On May Day, “the other workers’ holiday,” some public-spirited programming suggestions for the incoming Boston attraction
Occupied Southie – Last month, Massachusetts residents got the news that Boston’s “Seaport District” will soon be home to a new museum—a Smithsonian affiliate, no less. Part of the much-ballyhooed Commonwealth Pier (a.k.a. the old Seaport World Trade Center) being developed by Fidelity’s real estate arm Pembroke at a MassPort-owned site. And since big developments always include set-asides for cultural and civic spaces, one would assume that locals and tourists might be treated to another art museum or something like the Boston general history museum that the city surprisingly still lacks.
But no. In the old Yankee tradition of powerful capitalists doing whatever the hell they want, Fidelity decided to give us a new attraction literally nobody asked for: the Museum of American Finance. Its original New York location inundated by an obvious act of a wrathful yet merciful God in a flood (from a super Biblical burst heating pipe that happily didn’t harm anyone) in 2018, the Temple of Mammon in question has been casting about the US for a new site for several years and was finally presented with a perfect location here in the Hub. Which is, lest we forget, the home of the Ponzi Scheme.
Since I’m writing this installment on May Day, the international workers’ holiday—started in Chicago in 1886 when the nascent American labor movement briefly had a real chance of making the US a “cooperative commonwealth,” as early socialist and anarchist union leaders called for at the time, instead of the neoliberal hellscape we now, um, enjoy—and since this finance museum business seems to be a typical corporate fait accompli, it seems appropriate to suggest a series of 10 exhibits that would be great to see mounted there in the coming years. Each covering one of the worst economic collapses caused by greedy, sociopathic financiers of precisely the type the Museum of American Finance seeks to valorize. All 10 of which brought misery to millions of working people throughout most of the history of our republic.
And please note: Since the deregulation of the finance industry began under President Richard Nixon in the 1970s, four of the following 10 economic crises have occurred … with more recessions and depressions clearly on the way soon if we can’t reign in corporate power and build a more democratic society in the years to come.
Here are my recommended exhibit subjects. To be presented in all cases from the perspective of working people, not wealthy bankers and investors:
1. Panic of 1796-1797
Caused by a “land speculation bubble.”
2. Panic of 1837 (Western Land Panic)
Caused by “speculative lending practices” in the then-West, a collapsing land bubble, and other factors. Led to a major depression until the 1840s.
3. Panic of 1873 (The Great Depression … first try)
Caused by “rampant speculative investments (overwhelmingly in railroads)” and other factors. A very international crisis. Lasted until 1879 in the US.
4. Panic of 1893 (Gold Panic)
Caused by another railroad stock bubble and, interestingly given the Trump administration’s geopolitical strategy of the moment, tariffs enacted by the McKinley administration in 1890, plus an array of other factors. Ended within the year but led directly to another financial panic in 1896.
5. Panic of 1907 (1907 Bankers’ Panic or Knickerbocker Crisis)
Caused by a scheme to “corner the market on stock of the United Copper Company,” followed by banks who had lent to the scheme suffering runs that spread to other banks and trusts. Reforms in its aftermath led to the creation of the Federal Reserve system.
6. The Great Depression … second try (1929-1939)
Caused by massive stock speculation using the profit of the preceding “Roaring Twenties” economic boom period. Global in scope. Led to significant regulation of financial institutions in the public interest under FDR’s administration.
7. Savings and Loan Crisis (1980s–1990s)
Caused by investors using small savings and loan institutions for speculative purposes for which they had not been designed—enabled by the beginning of deregulation of US financial institutions the previous decade. Led to the collapse of about one-third of US savings and loan “thrifts.”
8. Black Monday (1987 Stock Market Crash)
Caused by fears of overvalued stocks and other factors. “[M]ay have been accelerated by portfolio insurance hedging (using computer-based models to buy or sell index futures in various stock market conditions).”
9. Dot-Com Bubble (2000)
Caused by a tech market stock bubble. Basically led to the rise of some of the rapacious tech giants of today, notably Amazon, Alphabet (Google), eBay, and Nvidia—and the rising power of the billionaires that own them.
10. The Financial Crisis of 2007–2008 (The Great Recession)
“The causes of the 2008 crisis included predatory lending in the form of subprime mortgages and a resulting US housing bubble, excessive risk-taking by global financial institutions, and lack of regulatory oversight.” So-called “shadow banks” also played a large role, an issue I covered in part 2 of my “GE Boston Deal” series in this column. With massive bailouts to many of the huge corporations that caused the crisis and basically nothing for the vast numbers of people ruined by a crisis that has never really ended for them.
Apparent Horizon—an award-winning political column—is syndicated by the MassWire news service of the Boston Institute for Nonprofit Journalism.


WORK TASK
Write out the entries exactly. None of the pictures should appear in the copy.

Start of Block

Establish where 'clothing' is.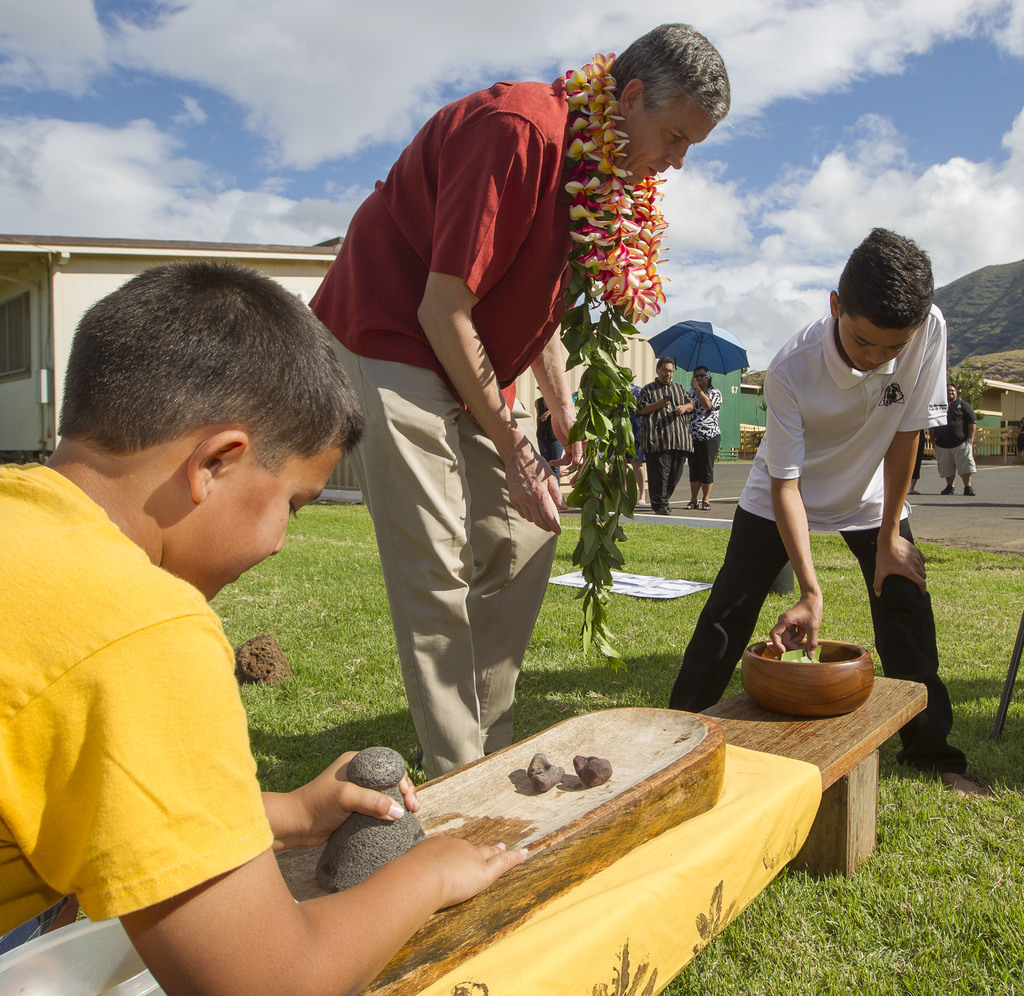
Established at (915, 435, 925, 482).
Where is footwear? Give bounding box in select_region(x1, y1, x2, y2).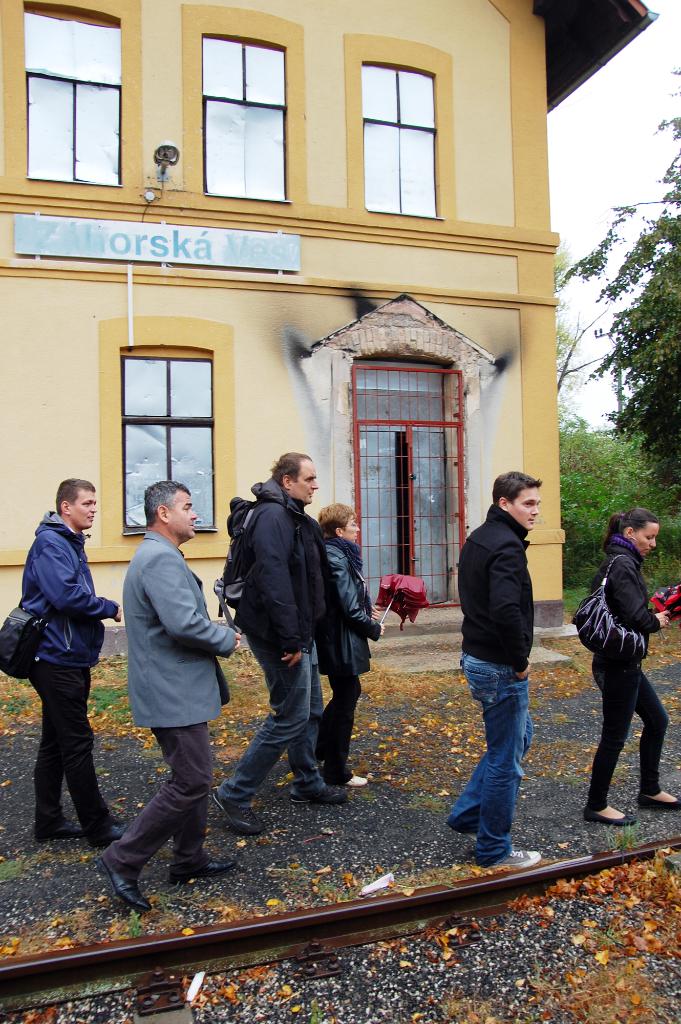
select_region(97, 851, 152, 916).
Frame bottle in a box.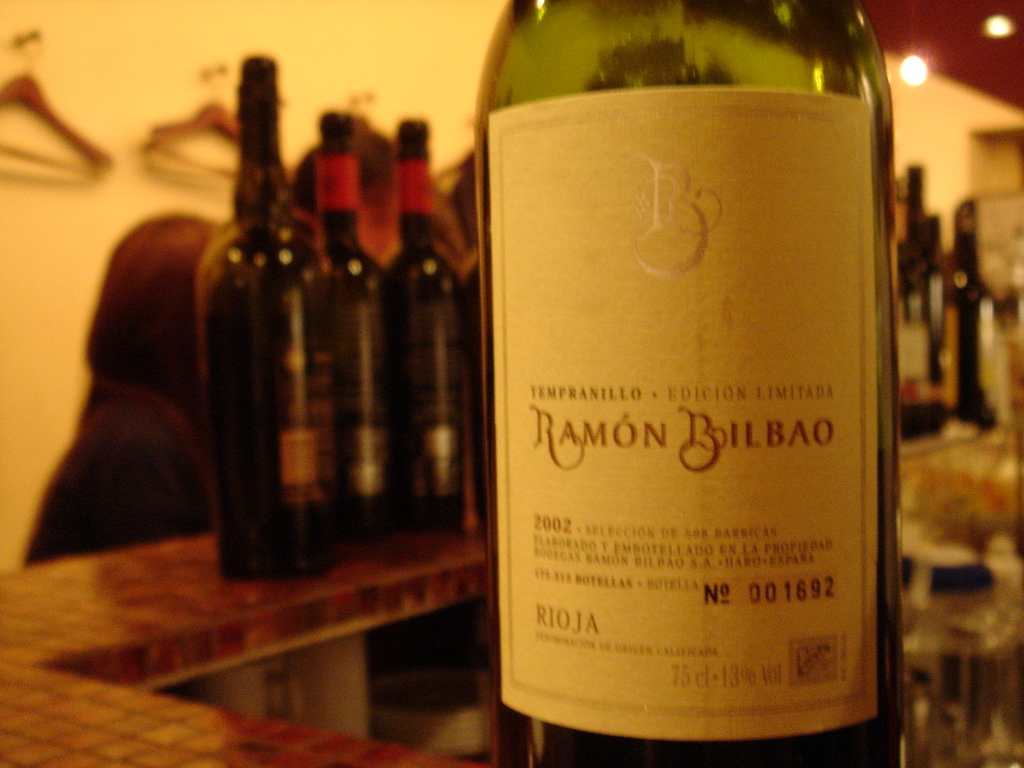
locate(944, 200, 1006, 420).
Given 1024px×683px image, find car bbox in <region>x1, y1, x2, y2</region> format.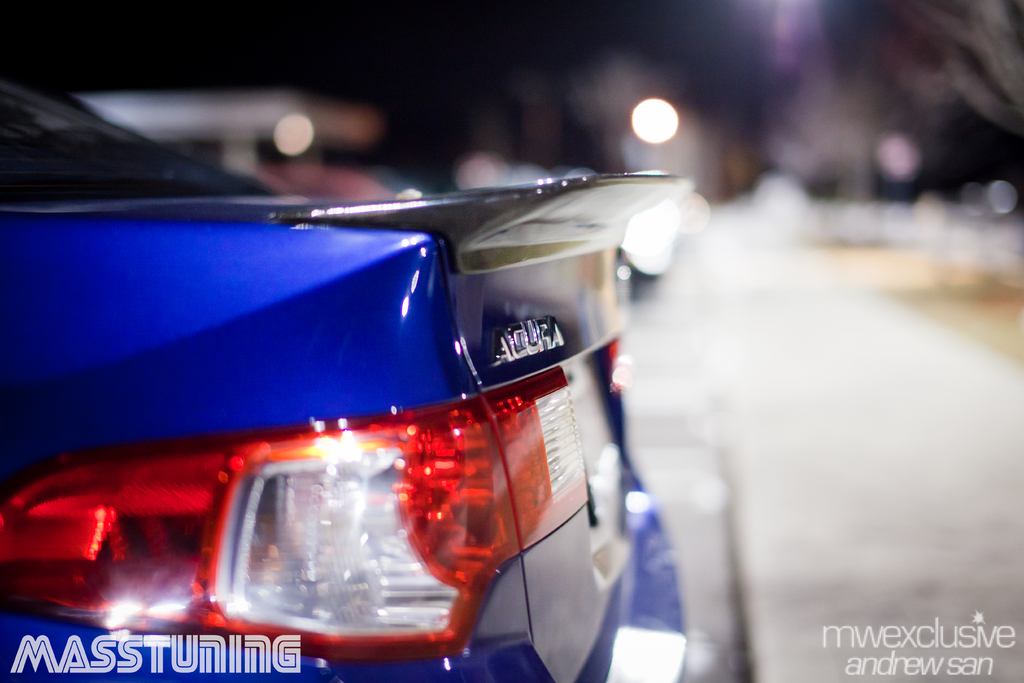
<region>0, 64, 696, 682</region>.
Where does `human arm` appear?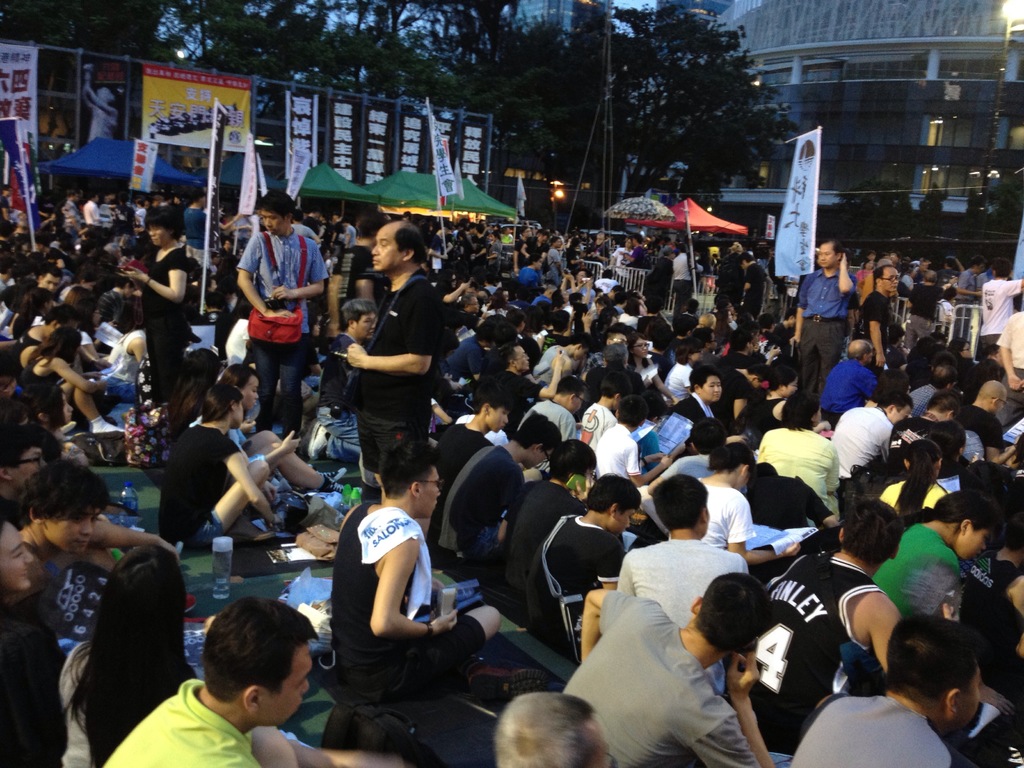
Appears at (left=871, top=311, right=884, bottom=368).
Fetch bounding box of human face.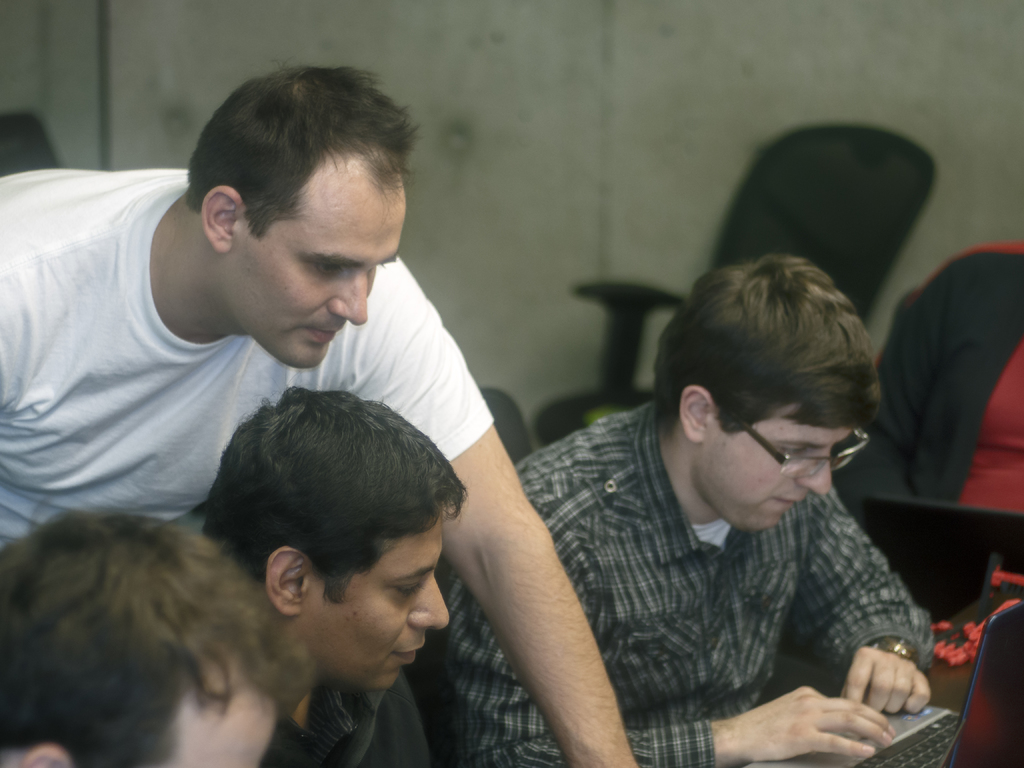
Bbox: 295 500 454 692.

End of Block

RESPONSE TO THIS TASK
Establish where 'clothing' is.
Established at (915, 435, 925, 482).
Where is footwear? Give bounding box in select_region(x1, y1, x2, y2).
select_region(97, 851, 152, 916).
Frame bottle in a box.
locate(944, 200, 1006, 420).
Given 1024px×683px image, find car bbox in <region>x1, y1, x2, y2</region> format.
<region>0, 64, 696, 682</region>.
Where does `human arm` appear?
Appears at (left=871, top=311, right=884, bottom=368).
Fetch bounding box of human face.
Bbox: 295 500 454 692.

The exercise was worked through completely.